Echuca hobby trainer Fred McKenner acknowledges he’s “one of the cranky ones” who likes to get up and get his harness racing team worked early – and, at 87 years of age, that’s pretty good going.
And more often than not, the 7am early shift is spent with his good mate, steadfast 10-year-old gelding Cobber Mac (Gotta Go Cullect).
Cobber Mac last week (Oct 15) recorded his seventh career win – the same number of wins that McKenner has recorded since making a belated return to the training ranks in 2015.
“I had been in harness racing years and years ago. I did an apprenticeship with (trainer) Tony Buckley. But then an electrician offered me a job on a 24-7 roster, and I wasn’t going to get that with the horses, so I gave them away,” McKenner said.
“I’d had what looked like being a good horse back in the 1980s called Northern Denza – but I just couldn’t keep him sound. I gave it away probably 40 or 50 years ago but when I retired, I started looking for a horse again,” he said.
“It was just for something to do, something to get me out of bed in the mornings instead of lying about reading the paper.”
McKenner tried a couple of horses, but then in 2018 he purchased Cobber Mac and brought him back to his stables at the Echuca track, where he rents three boxes.
“I got Cobber Mac when he was six, nearly seven,” McKenner remembered.
“His breeder had leased him to a fellow in Pyramid Hill, and I don’t think the horse had left the farm in three years. He didn’t know too much when I got him, but I kept at it with him, and slowly and surely, we’ve got there.”
Cobber Mac was driven confidently at Echuca by Codi Rauchenberger, with the front-running win kicking the pacer’s career earnings past $50,000 for his 96 starts.
It was the second win for the season for both Cobber Mac and McKenner.
“He’s a bit of a one-pacer and he just plods away, but Codi drove him well in front. They seem to click a bit – she’s only driven him the three times for a third, fifth and a win,” he said.
McKenner said his wife, Joan, who is Cobber Mac’s part-owner, helped out around the stables in earlier years, and he is now assisted by his daughter-in-law Maureen McKenner.
“Maud came up to me one day about four or five years ago and said I was looking a bit tired, and she thought she could come and give me a hand if I could teach her what to do,” McKenner said.
“She’s been here ever since – I’m not sure if that’s a good thing or a bad thing for her!” he laughed.
“But it’s great, it keeps us busy and doing things and gives me a reason to get up and get going in the mornings. I think it probably keeps me alive.”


> [TASK TO CARRY OUT]: Give back the full data, retyped precisely.

Figure record listings:
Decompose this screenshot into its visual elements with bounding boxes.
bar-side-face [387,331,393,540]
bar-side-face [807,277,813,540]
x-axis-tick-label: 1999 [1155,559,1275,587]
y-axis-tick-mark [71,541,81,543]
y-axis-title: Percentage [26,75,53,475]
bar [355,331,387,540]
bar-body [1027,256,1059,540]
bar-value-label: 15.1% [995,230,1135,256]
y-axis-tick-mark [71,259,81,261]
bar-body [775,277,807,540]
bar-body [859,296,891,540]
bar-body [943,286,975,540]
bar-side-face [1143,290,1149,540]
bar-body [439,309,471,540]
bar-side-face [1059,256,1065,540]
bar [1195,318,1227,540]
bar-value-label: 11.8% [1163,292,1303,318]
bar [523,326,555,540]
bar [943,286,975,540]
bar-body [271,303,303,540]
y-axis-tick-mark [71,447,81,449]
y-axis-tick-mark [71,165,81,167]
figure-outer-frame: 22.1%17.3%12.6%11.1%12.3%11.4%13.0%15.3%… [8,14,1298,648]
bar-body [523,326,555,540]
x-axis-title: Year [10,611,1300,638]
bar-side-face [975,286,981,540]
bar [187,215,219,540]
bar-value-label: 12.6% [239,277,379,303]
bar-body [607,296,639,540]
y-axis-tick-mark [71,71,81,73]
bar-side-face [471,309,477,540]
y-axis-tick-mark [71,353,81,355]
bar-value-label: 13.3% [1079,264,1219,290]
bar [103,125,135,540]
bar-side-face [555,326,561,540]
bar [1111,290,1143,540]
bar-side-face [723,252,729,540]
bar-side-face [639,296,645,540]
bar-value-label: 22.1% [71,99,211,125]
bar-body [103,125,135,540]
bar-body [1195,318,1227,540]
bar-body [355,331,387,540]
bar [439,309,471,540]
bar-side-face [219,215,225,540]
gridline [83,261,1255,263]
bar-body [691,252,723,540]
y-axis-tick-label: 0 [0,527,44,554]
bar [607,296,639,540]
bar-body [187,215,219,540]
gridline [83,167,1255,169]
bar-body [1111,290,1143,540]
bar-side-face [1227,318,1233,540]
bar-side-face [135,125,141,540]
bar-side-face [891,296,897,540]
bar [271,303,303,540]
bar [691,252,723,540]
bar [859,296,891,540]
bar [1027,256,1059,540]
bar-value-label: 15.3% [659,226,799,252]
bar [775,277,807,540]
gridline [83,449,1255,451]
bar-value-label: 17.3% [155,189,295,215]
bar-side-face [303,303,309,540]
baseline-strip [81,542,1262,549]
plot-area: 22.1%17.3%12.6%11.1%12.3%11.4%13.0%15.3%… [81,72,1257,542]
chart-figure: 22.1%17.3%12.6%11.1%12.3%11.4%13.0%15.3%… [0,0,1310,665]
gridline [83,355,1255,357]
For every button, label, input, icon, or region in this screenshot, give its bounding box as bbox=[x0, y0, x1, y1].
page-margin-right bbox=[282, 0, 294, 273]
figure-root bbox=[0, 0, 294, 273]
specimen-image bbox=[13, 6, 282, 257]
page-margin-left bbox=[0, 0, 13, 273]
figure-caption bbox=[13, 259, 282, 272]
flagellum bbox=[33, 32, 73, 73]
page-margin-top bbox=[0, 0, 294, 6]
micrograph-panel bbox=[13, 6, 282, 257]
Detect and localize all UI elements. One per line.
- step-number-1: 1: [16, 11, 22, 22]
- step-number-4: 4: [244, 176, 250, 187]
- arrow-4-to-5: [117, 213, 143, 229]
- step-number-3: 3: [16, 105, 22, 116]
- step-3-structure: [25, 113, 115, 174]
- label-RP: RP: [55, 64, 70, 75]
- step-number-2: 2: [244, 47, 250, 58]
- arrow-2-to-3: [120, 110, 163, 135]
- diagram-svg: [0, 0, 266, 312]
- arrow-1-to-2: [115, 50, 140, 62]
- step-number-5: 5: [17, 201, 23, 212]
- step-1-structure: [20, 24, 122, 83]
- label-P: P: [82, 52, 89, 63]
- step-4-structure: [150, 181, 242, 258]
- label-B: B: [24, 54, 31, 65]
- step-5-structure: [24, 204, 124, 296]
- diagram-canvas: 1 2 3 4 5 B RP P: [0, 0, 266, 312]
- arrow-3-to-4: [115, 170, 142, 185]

> [ANSWER TO THE PROBLEM]:
Decompose this screenshot into its visual elements with bounding boxes.
bar-side-face [387,331,393,540]
bar-side-face [807,277,813,540]
x-axis-tick-label: 1999 [1155,559,1275,587]
y-axis-tick-mark [71,541,81,543]
y-axis-title: Percentage [26,75,53,475]
bar [355,331,387,540]
bar-body [1027,256,1059,540]
bar-value-label: 15.1% [995,230,1135,256]
y-axis-tick-mark [71,259,81,261]
bar-body [775,277,807,540]
bar-body [859,296,891,540]
bar-body [943,286,975,540]
bar-side-face [1143,290,1149,540]
bar-body [439,309,471,540]
bar-side-face [1059,256,1065,540]
bar [1195,318,1227,540]
bar-value-label: 11.8% [1163,292,1303,318]
bar [523,326,555,540]
bar [943,286,975,540]
bar-body [271,303,303,540]
y-axis-tick-mark [71,447,81,449]
y-axis-tick-mark [71,165,81,167]
figure-outer-frame: 22.1%17.3%12.6%11.1%12.3%11.4%13.0%15.3%… [8,14,1298,648]
bar-body [523,326,555,540]
x-axis-title: Year [10,611,1300,638]
bar-side-face [975,286,981,540]
bar [187,215,219,540]
bar-value-label: 12.6% [239,277,379,303]
bar-body [607,296,639,540]
y-axis-tick-mark [71,71,81,73]
bar-side-face [471,309,477,540]
y-axis-tick-mark [71,353,81,355]
bar-value-label: 13.3% [1079,264,1219,290]
bar [103,125,135,540]
bar-side-face [555,326,561,540]
bar [1111,290,1143,540]
bar-side-face [723,252,729,540]
bar-side-face [639,296,645,540]
bar-value-label: 22.1% [71,99,211,125]
bar-body [103,125,135,540]
bar-body [1195,318,1227,540]
bar-body [355,331,387,540]
bar [439,309,471,540]
bar-side-face [219,215,225,540]
gridline [83,261,1255,263]
bar-body [691,252,723,540]
y-axis-tick-label: 0 [0,527,44,554]
bar [607,296,639,540]
bar-body [187,215,219,540]
gridline [83,167,1255,169]
bar-body [1111,290,1143,540]
bar-side-face [1227,318,1233,540]
bar-side-face [135,125,141,540]
bar-side-face [891,296,897,540]
bar [271,303,303,540]
bar [691,252,723,540]
bar [859,296,891,540]
bar [1027,256,1059,540]
bar-value-label: 15.3% [659,226,799,252]
bar [775,277,807,540]
gridline [83,449,1255,451]
bar-value-label: 17.3% [155,189,295,215]
bar-side-face [303,303,309,540]
baseline-strip [81,542,1262,549]
plot-area: 22.1%17.3%12.6%11.1%12.3%11.4%13.0%15.3%… [81,72,1257,542]
chart-figure: 22.1%17.3%12.6%11.1%12.3%11.4%13.0%15.3%… [0,0,1310,665]
gridline [83,355,1255,357]
For every button, label, input, icon, or region in this screenshot, give its bounding box as bbox=[x0, y0, x1, y1].
page-margin-right bbox=[282, 0, 294, 273]
figure-root bbox=[0, 0, 294, 273]
specimen-image bbox=[13, 6, 282, 257]
page-margin-left bbox=[0, 0, 13, 273]
figure-caption bbox=[13, 259, 282, 272]
flagellum bbox=[33, 32, 73, 73]
page-margin-top bbox=[0, 0, 294, 6]
micrograph-panel bbox=[13, 6, 282, 257]
Detect and localize all UI elements. One per line.
- step-number-1: 1: [16, 11, 22, 22]
- step-number-4: 4: [244, 176, 250, 187]
- arrow-4-to-5: [117, 213, 143, 229]
- step-number-3: 3: [16, 105, 22, 116]
- step-3-structure: [25, 113, 115, 174]
- label-RP: RP: [55, 64, 70, 75]
- step-number-2: 2: [244, 47, 250, 58]
- arrow-2-to-3: [120, 110, 163, 135]
- diagram-svg: [0, 0, 266, 312]
- arrow-1-to-2: [115, 50, 140, 62]
- step-number-5: 5: [17, 201, 23, 212]
- step-1-structure: [20, 24, 122, 83]
- label-P: P: [82, 52, 89, 63]
- step-4-structure: [150, 181, 242, 258]
- label-B: B: [24, 54, 31, 65]
- step-5-structure: [24, 204, 124, 296]
- diagram-canvas: 1 2 3 4 5 B RP P: [0, 0, 266, 312]
- arrow-3-to-4: [115, 170, 142, 185]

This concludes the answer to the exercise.